Which is a better choice depends on a number of factors. Some things
to consider are if the implementations are of similar technologies,
what interfaces these lower-level interfaces currently support, and
whether legacy systems are part of the equation. Often it comes down
to whether the primary focus of the project is application
development or business integration.
Conclusion
The success of service-oriented architectures depends on a rich
universe of available services that are easily located, understood,
and utilized by a diverse community of users. These interfaces must
have a life span beyond the first implementation, which can only be
achieved by proper design of coarse-grained interfaces that are truly
coarse-grain in nature and not just a weak veneer on top of an
existing tortuously complicated interfaces. By taking an "outside-in"
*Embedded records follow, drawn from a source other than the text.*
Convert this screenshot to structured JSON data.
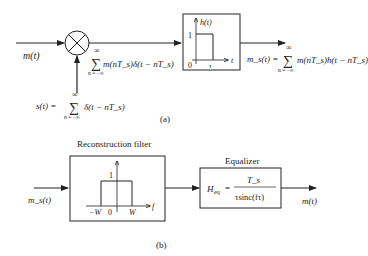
{
  "figure_a": {
    "caption": "(a)",
    "input_label": "m(t)",
    "multiplier": "multiplier",
    "sampled_signal": "m(nT_s)δ(t − nT_s)",
    "sampled_sum_upper": "∞",
    "sampled_sum_lower": "n = −∞",
    "sampling_signal_lhs": "s(t) =",
    "sampling_signal_rhs": "δ(t − nT_s)",
    "sampling_sum_upper": "∞",
    "sampling_sum_lower": "n = −∞",
    "hold_block": {
      "y_label": "h(t)",
      "x_label": "t",
      "one": "1",
      "zero": "0",
      "tau": "τ"
    },
    "output_lhs": "m_s(t) =",
    "output_rhs": "m(nT_s)h(t − nT_s)",
    "output_sum_upper": "∞",
    "output_sum_lower": "n = −∞"
  },
  "figure_b": {
    "caption": "(b)",
    "input_label": "m_s(t)",
    "filter_title": "Reconstruction filter",
    "filter_block": {
      "one": "1",
      "neg_w": "−W",
      "zero": "0",
      "w": "W",
      "x_label": "f"
    },
    "equalizer_title": "Equalizer",
    "equalizer_lhs": "H",
    "equalizer_sub": "eq",
    "equalizer_eq": "=",
    "equalizer_num": "T_s",
    "equalizer_den": "τsinc(fτ)",
    "output_label": "m(t)"
  }
}
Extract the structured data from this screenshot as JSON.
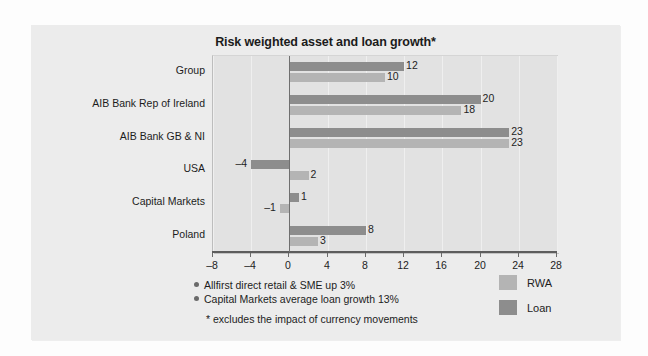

approach to modeling the service component interface, it is possible
to identify the full spectrum of usage of the
component.
As you design services, remember the ACID acronym and ask yourself if
the interface models a full atomic business operation; is there
consistency to the interface across the family of components; can any
one interface be invoked in reasonable independence from other
interfaces; and has the interface been designed with a view towards
future usage scenarios. This perspective will lead to components that
can truly become ubiquitous services in the Web services world.
Author Bios
John Medicke has been a senior consulting IT architect for the last
six years, responsible for the design of leading-edge solutions
across multiple industries, including retail, banking, insurance,
finance, government, automotive, and electronics. He is the coauthor
of Integrated Solutions with DB2, as well as several articles in DB2
Magazine.medicke@us.ibm.com
Thomas Pack is a solution architect for IBM's On Demand Solution Center (ODSC). He has 11 years of experience with IBM. Thomas's areas of expertise are enterprise transformation and integration, distributed computing, J2EE, and Web services.